Normalization means establishing ACORD field mapping as the canonical requirement for every intake channel and building or configuring each channel to meet that requirement. For IVR, this may mean building a callback workflow that collects missing fields when the IVR call is shorter than the ACORD minimum. For web portal, it means designing form logic that enforces required fields before submission. For email, it means a structured parsing layer that maps email-submitted loss information to ACORD fields before creating the CMS record.
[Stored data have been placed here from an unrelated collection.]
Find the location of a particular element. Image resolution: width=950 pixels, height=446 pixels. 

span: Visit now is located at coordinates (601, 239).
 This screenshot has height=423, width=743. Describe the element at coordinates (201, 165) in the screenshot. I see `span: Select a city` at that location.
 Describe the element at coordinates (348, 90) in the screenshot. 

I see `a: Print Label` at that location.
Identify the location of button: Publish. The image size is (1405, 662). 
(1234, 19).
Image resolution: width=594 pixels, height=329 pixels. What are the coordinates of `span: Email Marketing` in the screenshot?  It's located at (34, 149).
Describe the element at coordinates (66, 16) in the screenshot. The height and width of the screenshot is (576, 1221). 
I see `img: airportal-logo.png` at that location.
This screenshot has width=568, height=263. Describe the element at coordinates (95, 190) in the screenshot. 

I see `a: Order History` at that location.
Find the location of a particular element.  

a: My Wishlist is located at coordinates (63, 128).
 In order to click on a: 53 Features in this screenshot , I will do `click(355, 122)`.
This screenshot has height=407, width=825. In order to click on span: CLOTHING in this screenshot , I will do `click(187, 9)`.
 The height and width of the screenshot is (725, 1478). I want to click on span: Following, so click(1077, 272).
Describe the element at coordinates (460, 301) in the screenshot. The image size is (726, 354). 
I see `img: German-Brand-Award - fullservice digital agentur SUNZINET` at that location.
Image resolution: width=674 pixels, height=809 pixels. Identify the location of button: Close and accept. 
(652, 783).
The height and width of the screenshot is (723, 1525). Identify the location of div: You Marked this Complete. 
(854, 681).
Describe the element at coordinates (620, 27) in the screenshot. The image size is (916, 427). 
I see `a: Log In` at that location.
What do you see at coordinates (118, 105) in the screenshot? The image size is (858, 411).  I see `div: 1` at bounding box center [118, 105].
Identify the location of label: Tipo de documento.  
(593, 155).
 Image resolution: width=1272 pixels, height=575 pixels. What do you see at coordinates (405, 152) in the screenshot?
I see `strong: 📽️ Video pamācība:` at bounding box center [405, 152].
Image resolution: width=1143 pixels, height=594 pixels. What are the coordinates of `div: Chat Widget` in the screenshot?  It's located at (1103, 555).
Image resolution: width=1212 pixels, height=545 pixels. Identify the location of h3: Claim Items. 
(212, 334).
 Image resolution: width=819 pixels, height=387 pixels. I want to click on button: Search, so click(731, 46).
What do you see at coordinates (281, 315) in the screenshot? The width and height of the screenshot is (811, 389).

A regional carrier writing personal and commercial lines across five northeastern states, processing roughly 1,200 FNOLs per month across phone, portal, and agent submission channels, will have meaningful field-completeness variance across channels unless normalization is explicitly designed into the intake architecture. The productivity cost of that variance — adjuster time spent on additional information-gathering calls that would have been unnecessary if intake had been complete — accumulates across every file that arrives below the ACORD minimum.

Electronic Data Interchange and CMS Integration

For carriers and MGAs that receive FNOL through EDI partners — wholesale brokers, program administrators, or large commercial accounts with their own loss reporting systems — ACORD mapping is the handshake protocol. ACORD AL3 transaction sets and the newer ACORD XML standards define the electronic interchange format. A carrier's CMS that accepts ACORD-structured EDI submissions can ingest these files with minimal manual intervention; a CMS that requires manual re-entry of EDI-submitted data eliminates the efficiency advantage of the electronic channel.

Guidewire ClaimCenter, Duck Creek Claims, and Insurity all support ACORD-structured intake through their standard APIs and configurable intake layers. The implementation question is whether the carrier has configured those intake layers to enforce ACORD field completeness on every submission, or whether the CMS accepts incomplete records that downstream processes must complete. Configuration, not platform capability, is usually the binding constraint.

Carriers evaluating whether their current intake captures ACORD-complete records across all channels can speak with the Fnolwise team about intake normalization design and what a structured first-report looks like when it arrives at the adjuster queue.

Valerie Lundgren

CEO, Fnolwise — Hartford, CT. Claims operations and FNOL automation for P&C carriers.